Old doctors in love: Long Island’s last independent hospital is engaged, once again.

About two years after calling off its fling with Stony Brook Medicine, 65-year-old Long Island Community Hospital of Patchogue has accepted a marriage proposal from New York City-based NYU Langone Health – at least, the besotted providers “have signed a non-binding letter of intent to begin discussions on a potential transaction that would bring the two organizations together,” according to a joint statement.

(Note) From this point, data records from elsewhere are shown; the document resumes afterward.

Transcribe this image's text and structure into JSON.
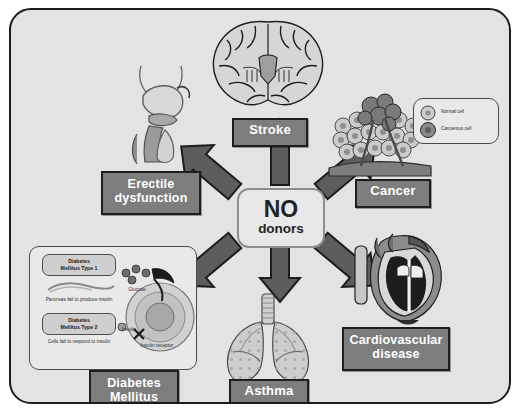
{
  "figure": {
    "hub": {
      "line1": "NO",
      "line2": "donors"
    },
    "panel_color": "#e3e3e3",
    "label_color": "#7d7d7d",
    "label_text_color": "#ffffff"
  },
  "conditions": [
    {
      "id": "stroke",
      "label": "Stroke",
      "icon": "brain-coronal-section",
      "direction": "up"
    },
    {
      "id": "cancer",
      "label": "Cancer",
      "icon": "tumor-cells",
      "direction": "upper-right"
    },
    {
      "id": "cardiovascular",
      "label": "Cardiovascular\ndisease",
      "icon": "heart-cross-section",
      "direction": "lower-right"
    },
    {
      "id": "asthma",
      "label": "Asthma",
      "icon": "lungs",
      "direction": "down"
    },
    {
      "id": "diabetes",
      "label": "Diabetes\nMellitus",
      "icon": "insulin-cell-panel",
      "direction": "lower-left"
    },
    {
      "id": "erectile",
      "label": "Erectile\ndysfunction",
      "icon": "male-reproductive-tract",
      "direction": "upper-left"
    }
  ],
  "labels": {
    "stroke": "Stroke",
    "cancer": "Cancer",
    "cardiovascular_l1": "Cardiovascular",
    "cardiovascular_l2": "disease",
    "asthma": "Asthma",
    "diabetes_l1": "Diabetes",
    "diabetes_l2": "Mellitus",
    "erectile_l1": "Erectile",
    "erectile_l2": "dysfunction"
  },
  "cancer_legend": {
    "normal_cell": "Normal cell",
    "cancerous_cell": "Cancerous cell"
  },
  "diabetes_inset": {
    "type1_box": "Diabetes\nMellitus Type 1",
    "type1_box_l1": "Diabetes",
    "type1_box_l2": "Mellitus Type 1",
    "type1_caption": "Pancreas fail to produce insulin",
    "type2_box_l1": "Diabetes",
    "type2_box_l2": "Mellitus Type 2",
    "type2_caption": "Cells fail to respond to insulin",
    "glucose": "Glucose",
    "insulin": "Insulin",
    "insulin_receptor": "Insulin receptor"
  }
}
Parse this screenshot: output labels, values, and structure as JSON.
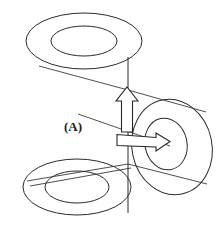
{
  "figure": {
    "background_color": "#ffffff",
    "line_color": "#2b2b2b",
    "canvas": {
      "width": 222,
      "height": 225
    },
    "labels": [
      {
        "id": "A",
        "text": "(A)",
        "x": 64,
        "y": 131,
        "font_size": 13
      }
    ],
    "annuli": [
      {
        "name": "top-left-annulus",
        "outer": {
          "cx": 84,
          "cy": 41,
          "rx": 58,
          "ry": 28,
          "rotate": 0
        },
        "inner": {
          "cx": 84,
          "cy": 41,
          "rx": 33,
          "ry": 15,
          "rotate": 0
        }
      },
      {
        "name": "bottom-left-annulus",
        "outer": {
          "cx": 77,
          "cy": 187,
          "rx": 54,
          "ry": 28,
          "rotate": 0
        },
        "inner": {
          "cx": 77,
          "cy": 187,
          "rx": 32,
          "ry": 16,
          "rotate": 0
        }
      },
      {
        "name": "right-annulus",
        "outer": {
          "cx": 172,
          "cy": 147,
          "rx": 40,
          "ry": 48,
          "rotate": -12
        },
        "inner": {
          "cx": 166,
          "cy": 144,
          "rx": 21,
          "ry": 26,
          "rotate": -12
        }
      }
    ],
    "axis_line": {
      "name": "central-vertical-axis",
      "x1": 128,
      "y1": 57,
      "x2": 128,
      "y2": 213
    },
    "connector_lines": [
      {
        "name": "upper-left-tangent",
        "x1": 39,
        "y1": 66,
        "x2": 128,
        "y2": 90
      },
      {
        "name": "upper-right-tangent",
        "x1": 128,
        "y1": 90,
        "x2": 204,
        "y2": 111
      },
      {
        "name": "label-pointer-line",
        "x1": 78,
        "y1": 114,
        "x2": 168,
        "y2": 145
      },
      {
        "name": "lower-left-tangent-outer",
        "x1": 28,
        "y1": 180,
        "x2": 128,
        "y2": 165
      },
      {
        "name": "lower-left-tangent-inner",
        "x1": 30,
        "y1": 184,
        "x2": 132,
        "y2": 168
      },
      {
        "name": "lower-right-tangent",
        "x1": 128,
        "y1": 165,
        "x2": 205,
        "y2": 183
      }
    ],
    "arrows": [
      {
        "name": "vertical-up-arrow",
        "direction": "up",
        "tip_x": 127,
        "tip_y": 87,
        "tail_y": 131,
        "shaft_half_width": 6,
        "head_half_width": 11,
        "head_length": 14
      },
      {
        "name": "horizontal-right-arrow",
        "direction": "right",
        "tip_x": 168,
        "tip_y": 141,
        "tail_x": 116,
        "shaft_half_width": 5,
        "head_half_width": 9,
        "head_length": 13
      }
    ]
  }
}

As romantic as that sounds, there’s lots of real estate between here and the altar: NYU Langone took nearly three years to complete its 2019 acquisition of Mineola-based Winthrop University Hospital (now NYU Langone Hospital-Long Island), and there are mounds of due diligence waiting before this new marriage is consummated. But “we are very enthusiastic about the proposed affiliation,” noted NYU Langone Health Dean and CEO Robert Grossman, “as we believe that the united strength of our organizations will greatly enhance delivery of healthcare services to residents of Suffolk County.”

 

TOP OF THE SITE

Lots to learn: Adelphi’s spruced-up programming includes new continuing-ed and graduate-certificate courses, and a new bachelor’s degree with global implications.

Fire all lasers: Long Island was the epicenter of a 30-year patent battle over who actually invented “Light Amplification by Stimulated Emission of Radiation.”

Innovation in the Age of Coronavirus: Come-and-go clinics, a commencement-like experience and more – Long Island’s one-and-only pandemic primer keeps on keeping on.

 

VOICES

A comprehensive, sustainable food plan for Eastern Long Island will require the participation of many East End stakeholders – and it’s time to get busy, according to food-and-beverage boss Kate Fullam, who flavors our nourishing Voices library with a well-seasoned call to action.

 

STUFF WE’RE READING

Holy Jeff Bezos! There are now 2,755 billionaires in the world – where do you land on the list? Forbes ranks 2021’s richest.

Throttle back: There’s a razor-thin margin between a strong work ethic and toxic productivity. Huffpost walks the line.

Sunny forecast: As the Great Reopening beckons, venture capitalists are banking on a “hot startup summer” in Silicon Valley. Wired catches some rays.

 

RECENT FUNDINGS

+ Kinta AI, a California-based, AI-powered platform for managing factory operations, raised $5.5 million in Series A funding. The round was led by Lachy Groom’s LGF and Mo Koyfman’s Shine Capital.

+ Olive Union, a Nevada-based hearing-health company, closed a $7 million Series B funding round led by Beyond Next Ventures, Bonds Investment Groups and Japan Policy Finance Corp.

+ OpenSea, a New York City-based marketplace for non-fungible tokens, raised $23 million in funding led by Andreessen Horowitz, with participation from Naval Ravikant, Mark Cuban, Tim Ferris, Belinda Johnson, Pascal Capital, Blockchain Capital and Regan Bozman, among others.

+ CirrusMD, a Colorado-based provider of on-demand virtual-care services, raised $20 million in Series C funding led by Blue Venture Fund, with participation from 7wireVentures, Drive Capital and the Colorado Impact Fund.

+ Entrada Therapeutics, a Massachusetts-based biotech focused on intracellular biologics, closed a $116 million Series B financing round led by Wellington Management Co., with participation from Redmile Group, TCG Crossover, Greenspring Associates, Point72, Qatar Investment Authority, Moore Strategic Ventures, Goldman Sachs, CureDuchenne Ventures and an undisclosed global investment firm.

+ Living Security, a Texas-based cybersecurity company, closed a $14 million Series B funding round led by Updata Partners, with participation from previous investors Silverton Partners, Active Capital, Rain Capital and SaaS Venture Partners.

 

BELOW THE FOLD (Competition Edition)

Facial: Surely we can do better.

Signup: The Nassau-Suffolk Hospital Council is offering a $2,000 non-clinical scholarship to future communications professionals.

Faceoff: Federal health officials have set a $500,000 build-a-better-mask contest.

Livestream: With $1.5 million on the line, Rice University’s “largest, richest student business startup competition” goes virtual.

No contest: Please continue supporting the amazing companies that support Innovate LI, including Bridgeworks, a true Long Island leader in the critical coworking space. Check them out.